> I don't understand why people hate on it so much.
Perhaps because you're looking at specific subjective examples, rather than the overall end-user experience of advertising.
Take your example of a Candelbox concert ad. Let's say that band made more revenue as a result of your ad. But that money was diverted from other uses, perhaps depriving another band of revenue.
So, how does the losing side compete with that? Advertise too! Louder, cleverer, sneakier, anyway that works.
It's that adversarial aspect that makes the overall experience degrading for the viewer. Did you consider that the people you targetted also saw, say, five other ads on the same page? And several hundred ads online that day let alone billboards, commercial broadcasts, posters on the back of buses... cumulatively it's a bombardment, with each ad designed to have a subtle psychological effect and intended to siphon people's money in one direction. It's not benign.
TLDR: one ad might be cute, 1000 ads causes push-back.
Perhaps because you're looking at specific subjective examples, rather than the overall end-user experience of advertising.

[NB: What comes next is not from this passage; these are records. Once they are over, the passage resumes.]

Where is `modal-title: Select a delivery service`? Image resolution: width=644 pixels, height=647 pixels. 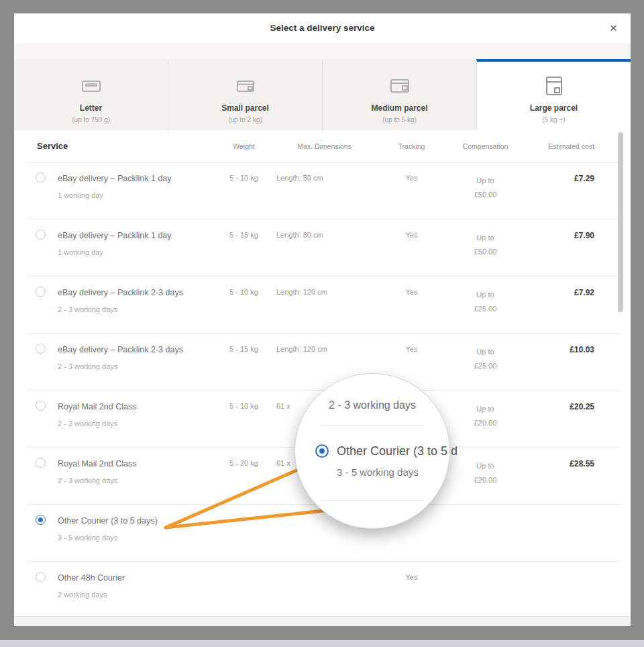 modal-title: Select a delivery service is located at coordinates (322, 28).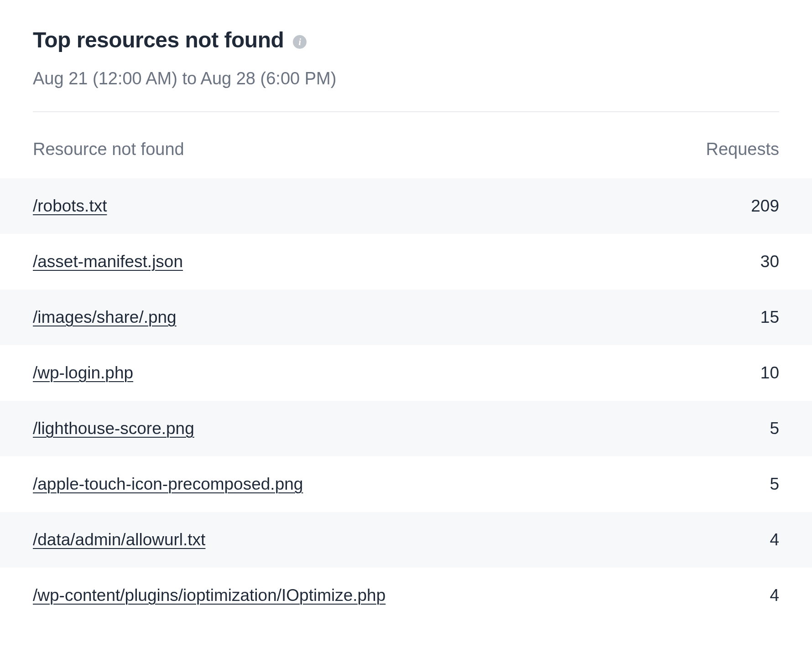  What do you see at coordinates (406, 595) in the screenshot?
I see `table-row: /wp-content/plugins/ioptimization/IOptim…` at bounding box center [406, 595].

Take your example of a Candelbox concert ad. Let's say that band made more revenue as a result of your ad. But that money was diverted from other uses, perhaps depriving another band of revenue.
So, how does the losing side compete with that? Advertise too! Louder, cleverer, sneakier, anyway that works.
It's that adversarial aspect that makes the overall experience degrading for the viewer. Did you consider that the people you targetted also saw, say, five other ads on the same page? And several hundred ads online that day let alone billboards, commercial broadcasts, posters on the back of buses... cumulatively it's a bombardment, with each ad designed to have a subtle psychological effect and intended to siphon people's money in one direction. It's not benign.
TLDR: one ad might be cute, 1000 ads causes push-back.